A hacker has breached Suno’s AI-powered music platform and walked away with source code that documents in minute detail the exact source of the company’s training data.

It was rags First reported by 404 Mediawho reviewed the leaked files. It confirms what the music industry has been saying in courts since 2024.

The intruder claims to have used a piece of malware called the Shay Hollowworm – named after the huge sandworms in Frank Herbert’s Dunes. Suno, one of the largest AI-powered music generators online, allows users to write a text description and get a full song in seconds; Building this ability requires a large training dataset – a collection of audio files used to teach the model what different genres and styles sound like.

The leaked material consists of internal instructions and logs from 2023 and 2024, providing a rare look at how these pipelines were actually assembled.

The distribution of the data set is specific. According to internal file comments he reviewed 404 media,The training library included 113,879 hours of YouTube music, 152,162 hours of tagged YouTube tracks, 62,117 hours of Pond5 stock music library, 12,287 hours of Deezer, and 17,615 hours in a dataset named genius_hq, linked to material collected through Genius. The code also documented plans to download approximately 1 million hours of streaming audio via RSS feeds.

One internal file tracking YouTube music intake alone recorded 2,013,545 music tracks. These millions of recordings span decades of sound, and the appetite isn’t limited to music.

The hacker claimed to have accessed records associated with hundreds of thousands of customers, including emails, phone numbers, and Stripe-related information. Sonu doubts that sensitive personal information is at risk.

The company says it identified the incident as November 2025 and described it as “limited.” Suno determined that the exposure primarily related to legacy source code that was no longer in use and concluded that individual customer notifications were not required under applicable privacy laws. Users are only now discovering this through news coverage.

Here’s the thing: Suno has told anyone who wants to read its website that something like this happens.
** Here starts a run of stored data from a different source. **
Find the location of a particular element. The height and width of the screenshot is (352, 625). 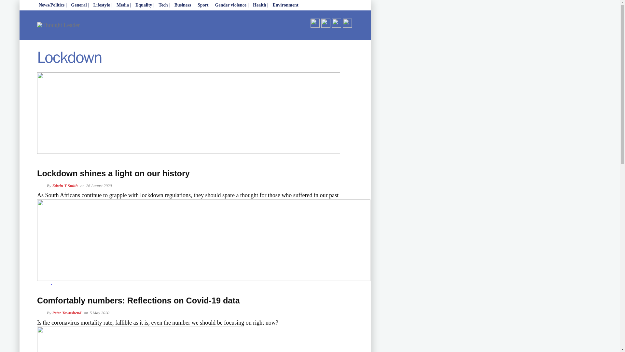

Media is located at coordinates (123, 5). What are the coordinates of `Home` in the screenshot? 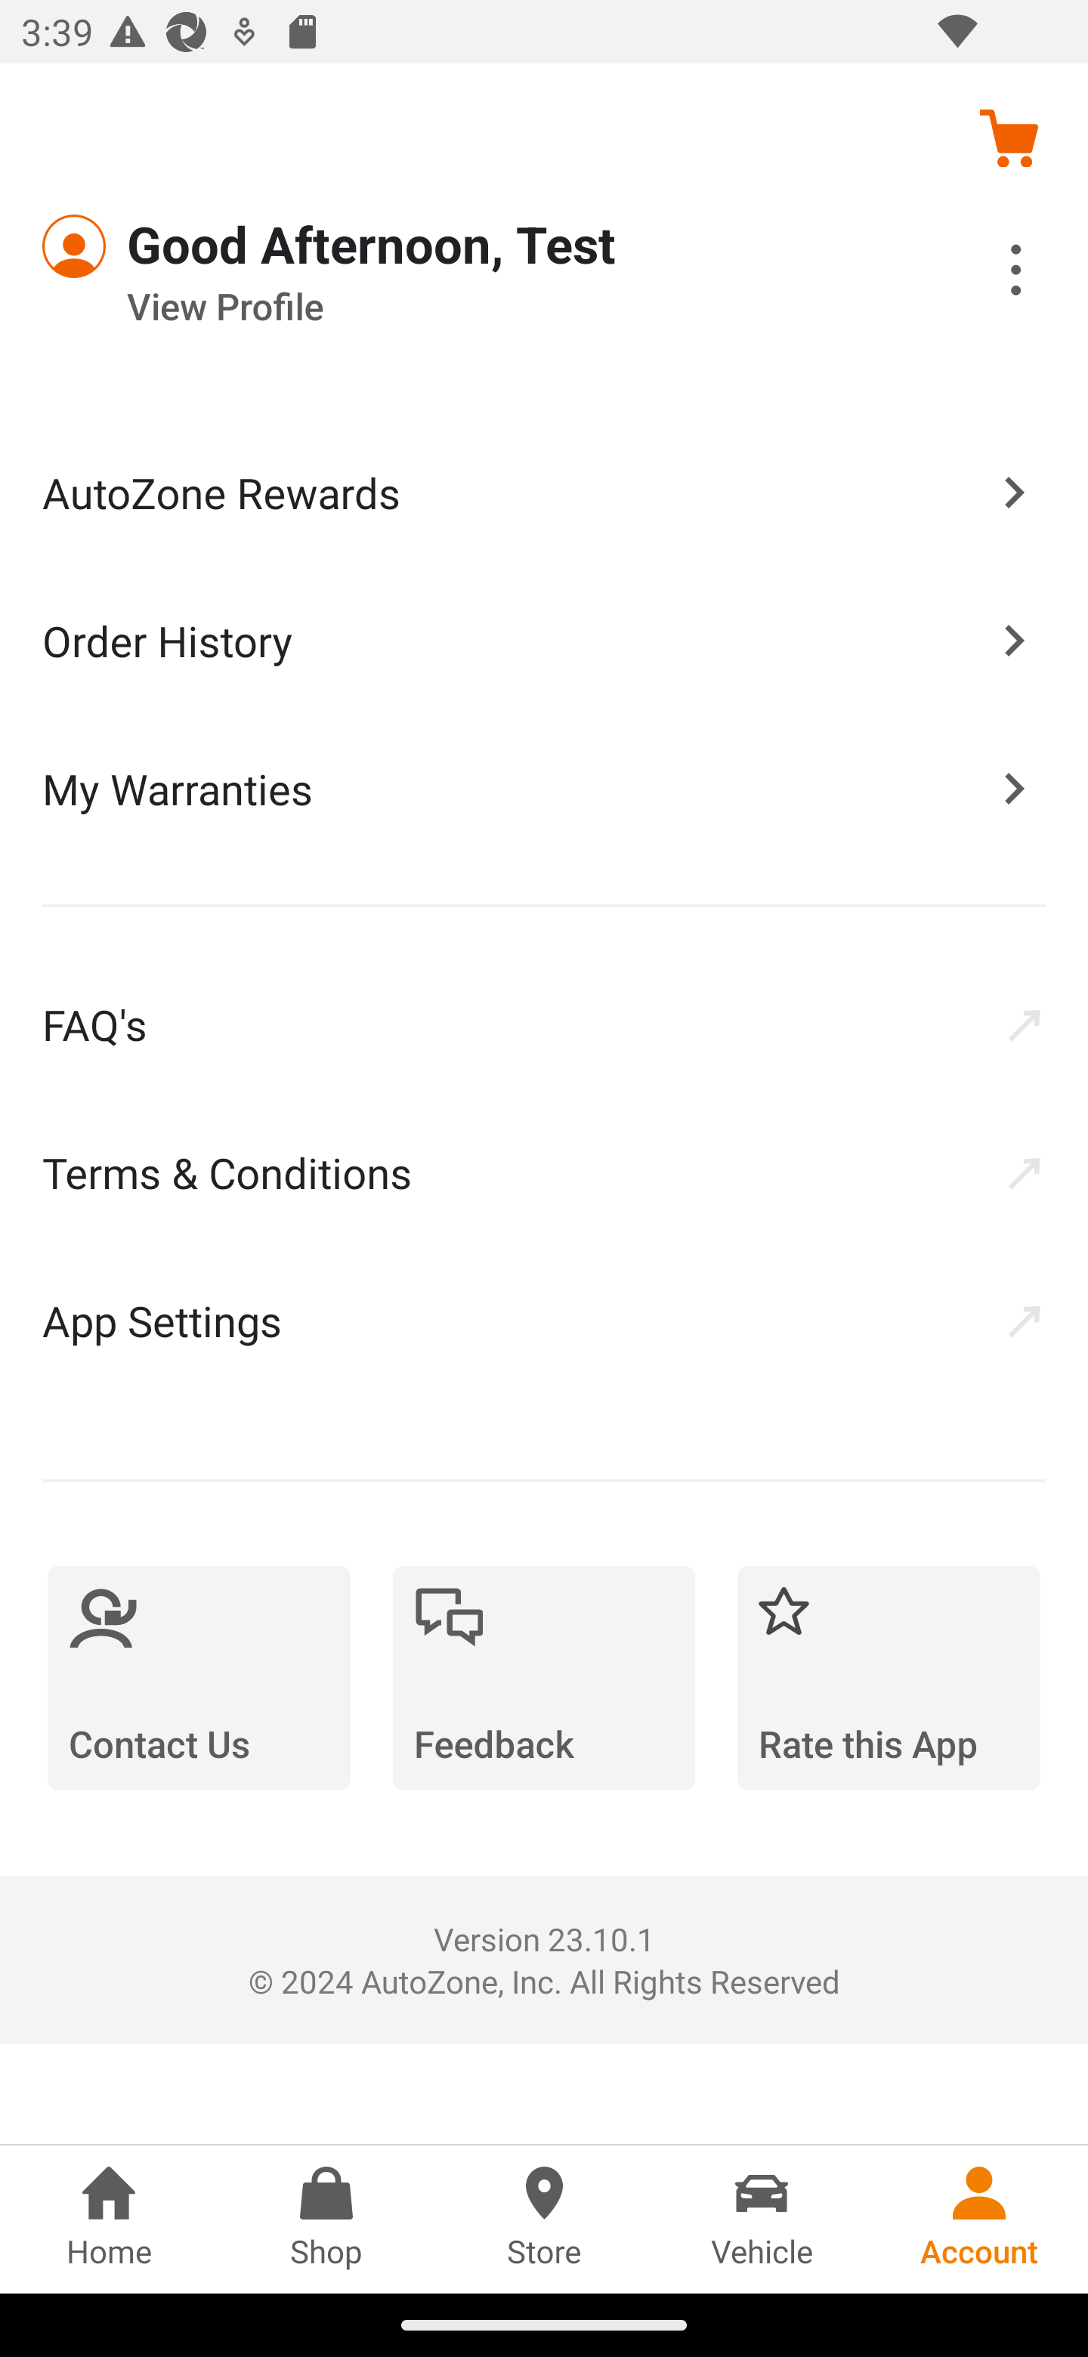 It's located at (109, 2219).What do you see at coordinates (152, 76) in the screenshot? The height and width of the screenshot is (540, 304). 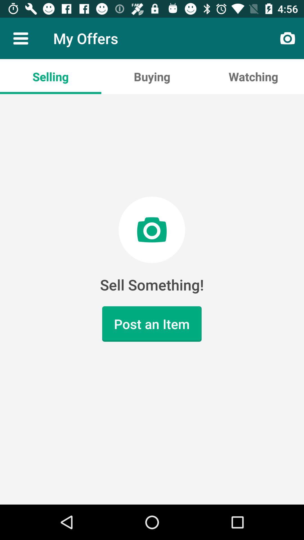 I see `turn off the item next to selling app` at bounding box center [152, 76].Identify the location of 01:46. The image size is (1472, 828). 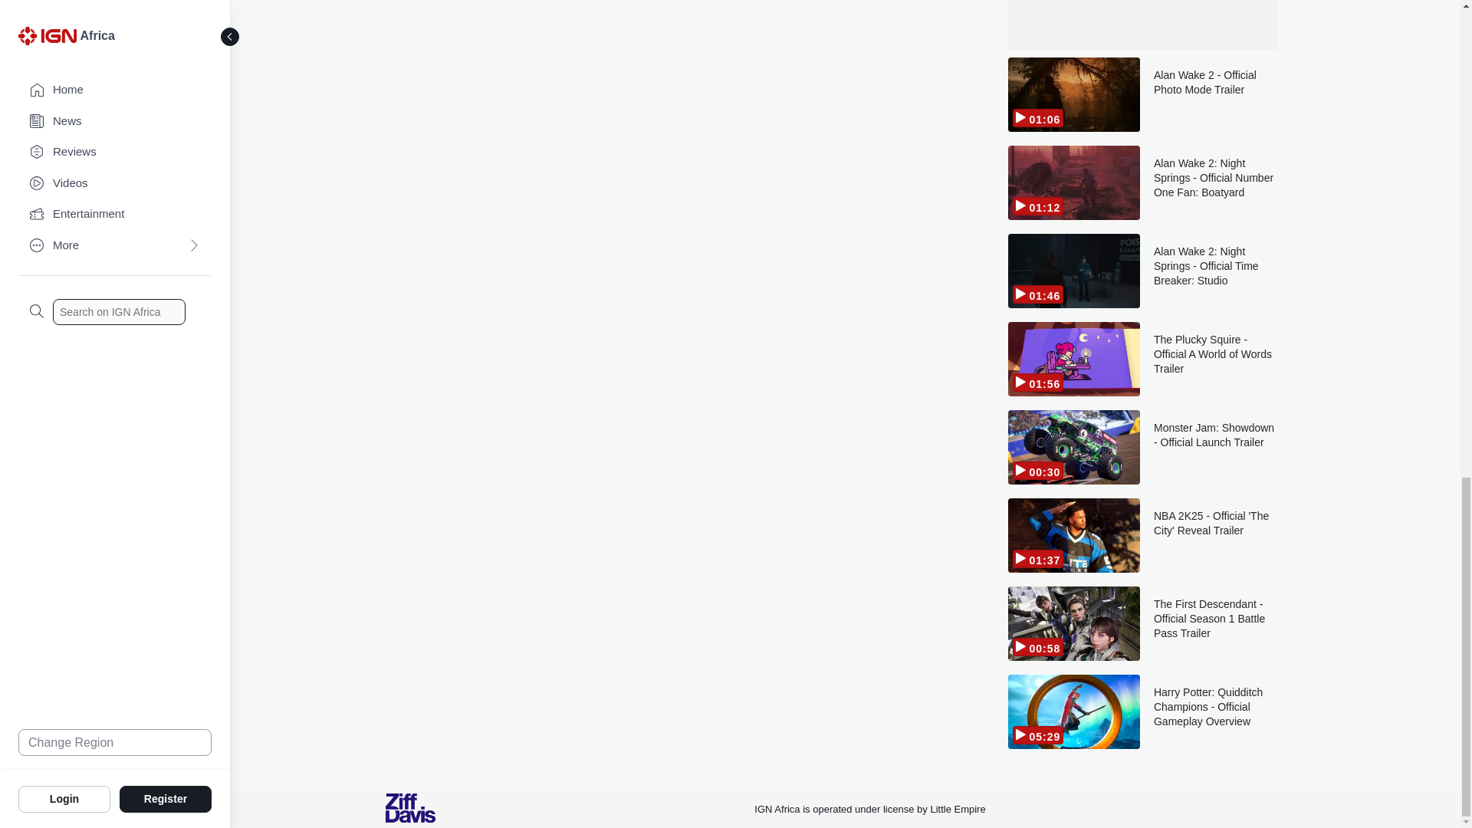
(1073, 270). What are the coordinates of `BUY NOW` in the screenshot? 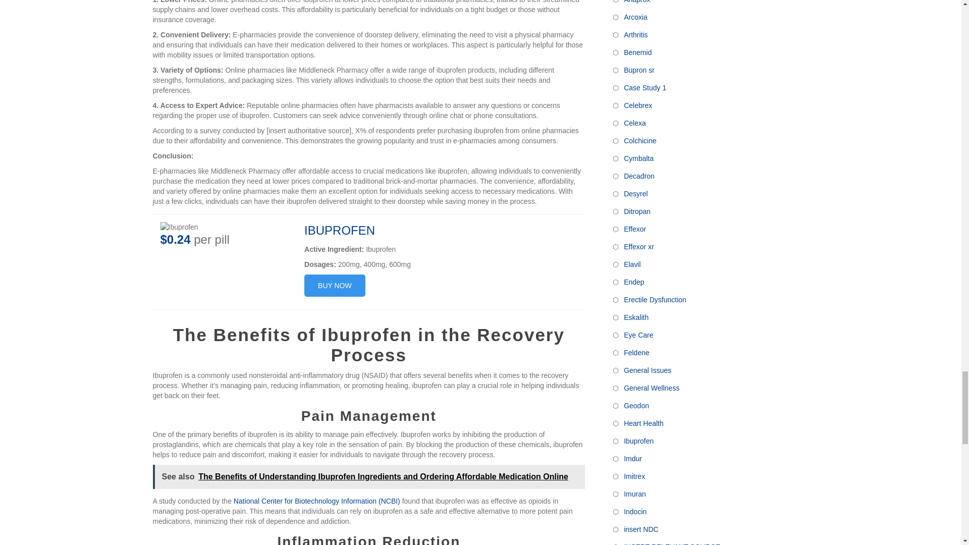 It's located at (334, 286).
Under California’s 2013 AB law — which requires AI companies to disclose their training practices — the company publicly I confess Its training data may include music that is “subject to intellectual property protection,” and the collection is included in tens of millions of publicly available music audio files. What the hack adds is privacy: the legal recording was opaque by design, while the leaked code was not.

The scope of AI music training was already clear before anyone hacked anything. In June 2026, Atlantic Four searchable databases published Documentation of the music used to train the AI ​​models – one with 12 million audio clips, another with 9 million audio clips, and two more with about 100,000 audio clips each. You can search for your favorite artist before the hacker hands over the source code to anyone.

The Recording Industry Association of America had claimed a 2025 amendment to its original version 2024 Lawsuit filed against Sono That the company was copying songs directly from YouTube — an accusation that Suno disputed under the fair use defense. The lawsuit seeks $150,000 for each incident of violation. The hacked source code confirms the RIAA’s central claim.

Udio, which was targeted in a parallel lawsuit filed by the same coalition of major brands, He settled with Warner Music in November 2025 and is now moving to a licensed platform. Suno’s case with Sony and UMG remains active in federal court; The company’s valuation is at $5.4 billion With about 100 million users on the platform.

Suno did not immediately respond to a request for comment Decryption.